Profits and Loss
The investigation generated front-page stories and sensational headlines such as "Body Snatchers of New York" and "Dead Reckoning." But the terrible crime also spotlights the growing need for body parts. It's big business.More than a million transplants are performed each year with tissue and related products that repair injured knees, relieve bad backs, and replace damaged heart valves or burned skin. Tissue banks are regulated to identify, retrieve and prepare medically suitable bone and tissue for future use. Most donations are made in hospitals, where federal law requires that a death be reported to an organ procurement organization (OPO) and tissue bank. Through tests and questionnaires, the OPO or bank determines if the donor is eligible. Tissue (bone, tendons, ligaments, skin, corneas, heart valves, blood vessels) can be recovered up to 24 hours after death. (This differs from organ donation, such as hearts, lungs or kidneys, which requires a more immediate retrieval process because of the need for oxygen and blood flow.)
"Tissue donation provides the last opportunity you have on earth to help someone," explains Bob Rigney, CEO of the American Association of Tissue Banks, in McLean, Virginia. "We've found more and more ways to recycle the human body." But these high-tech procedures don't come cheap. Screening, procuring, storing and cleansing the tissue is expensive. It's about a billion-dollar industry with a steady growth rate.
Scene of the Crime
The investigation began when the new owners of the Daniel George & Son funeral home in Brooklyn discovered that money from some prepaid funeral accounts was missing, and suspected mishandling of the deceased. When police searched the premises, they found a virtual chamber of horrors: a cold, clinical operating room atop the embalming chamber, accessed through a private elevator. It's where so-called cutters removed bones, ligaments, tendons and other valued tissue before cremation or burial; it became the gruesome pit stop for transporters of bodies destined for area funeral homes.
Michael Mastromarino, funeral director/body transporter Joseph Nicelli, and two others who were involved in the scheme were indicted on 122 counts in February. Mastromarino, a former oral surgeon and co-author of a book called Smile: How Dental Implants Can Transform Your Life, launched BioMedical Tissue Services, a bona fide tissue-retrieval company, after drug problems led to the surrender of his dental license. Authorities believe Mastromarino charged funeral home directors between $500 and $1,500 for each body as a handling fee, mainly for transporting to a funeral home or mortuary. But it turned out to be a way to procure a body and reap much more for the sum of its parts.
Mastromarino's retrieval practice had huge profit potential. The fee charged to distributors for a femur (thighbone) of someone under age 65 is $970. It drops to $550 over age 66. A tibia (lower leg bone) is listed at between $385 and $600, and veins, depending on their size, run between $350 and $1,000. All told, one body could generate as much as $250,000.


Work instructions ::
Could you repeat the entries below exactly, but only from the line with "Identify the location" through the line with "Locate an element on the screen. This", and without any picture?

Provided information ::
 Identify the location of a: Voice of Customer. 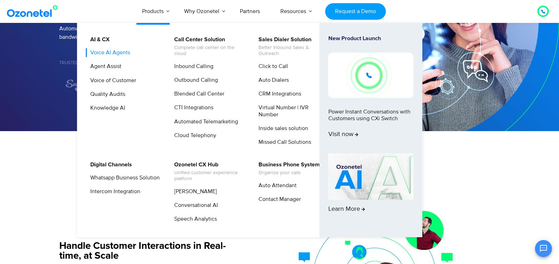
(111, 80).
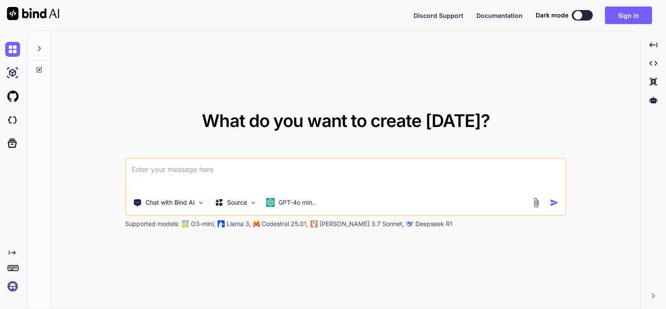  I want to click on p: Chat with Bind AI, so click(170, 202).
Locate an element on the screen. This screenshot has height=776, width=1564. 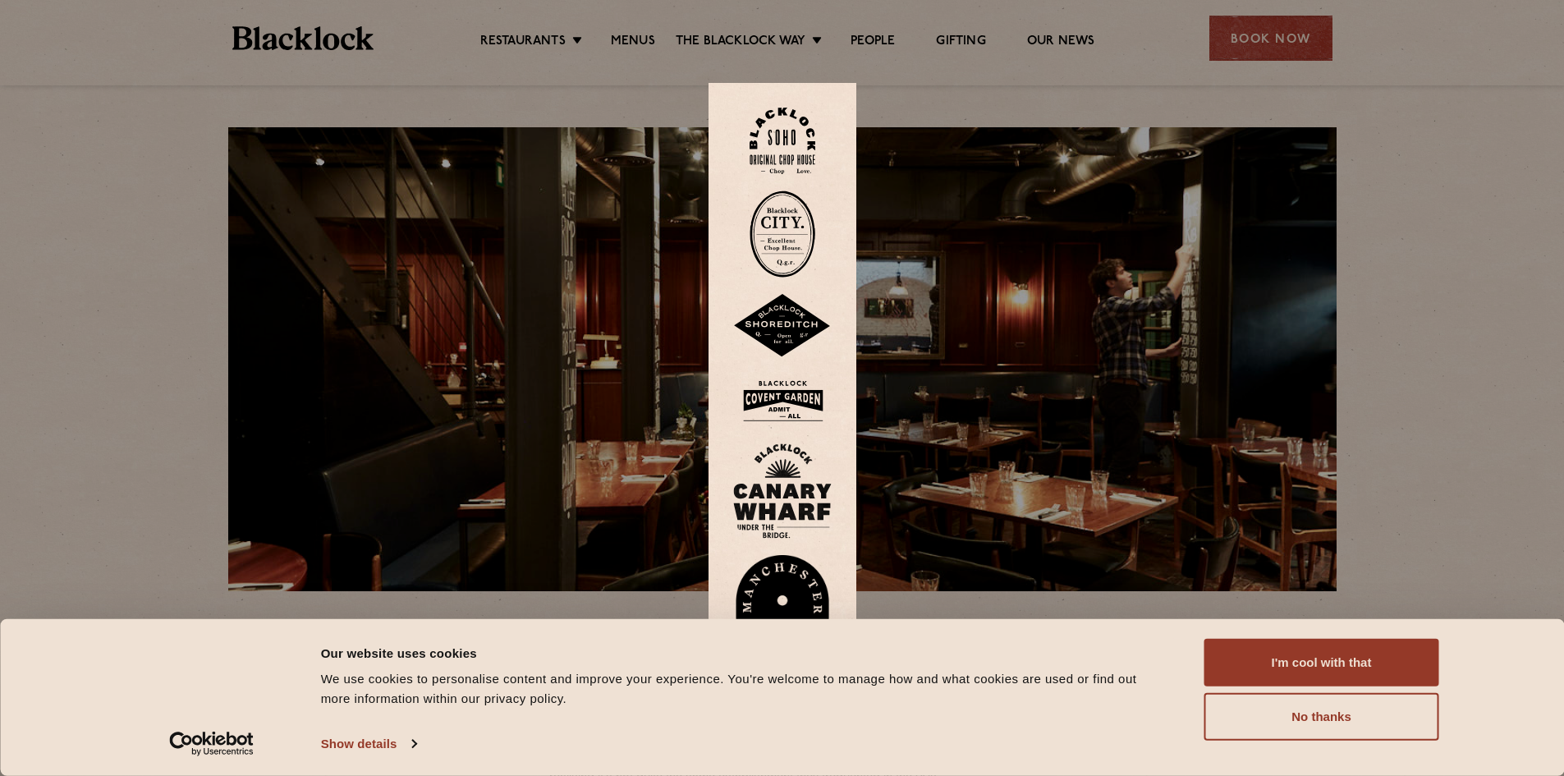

* * *

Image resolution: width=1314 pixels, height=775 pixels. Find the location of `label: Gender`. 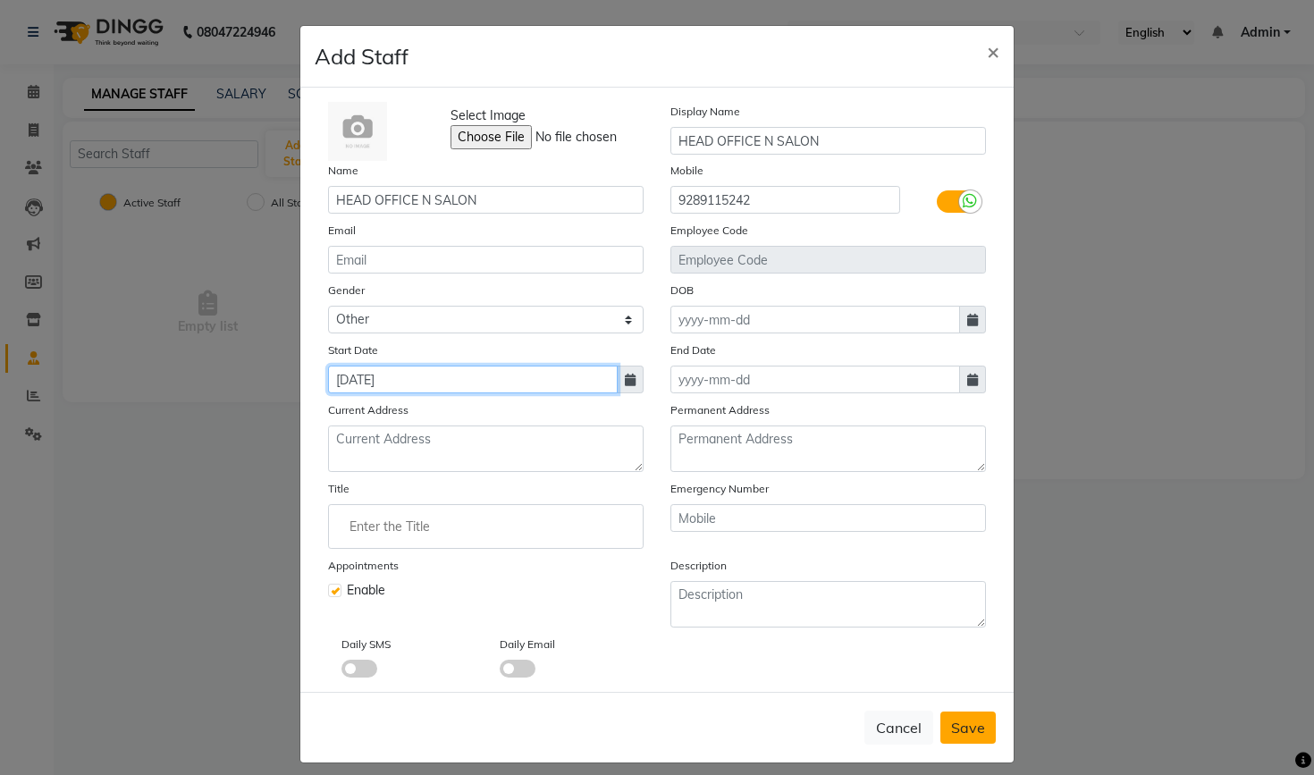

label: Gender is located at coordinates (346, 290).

--

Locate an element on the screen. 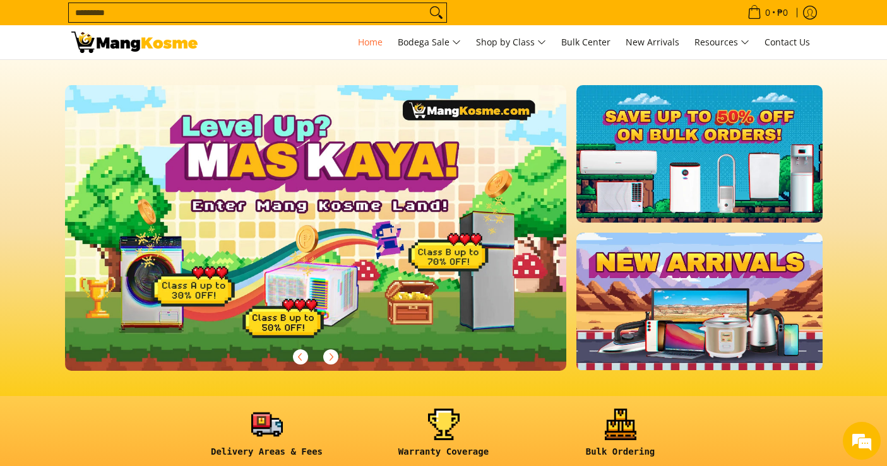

Response to this exercise ::
 Identify the location of a: Voice of Customer. 
(111, 80).
  I want to click on p: Chat with Bind AI, so click(170, 202).
Locate an element on the screen. This screenshot has height=776, width=1564. 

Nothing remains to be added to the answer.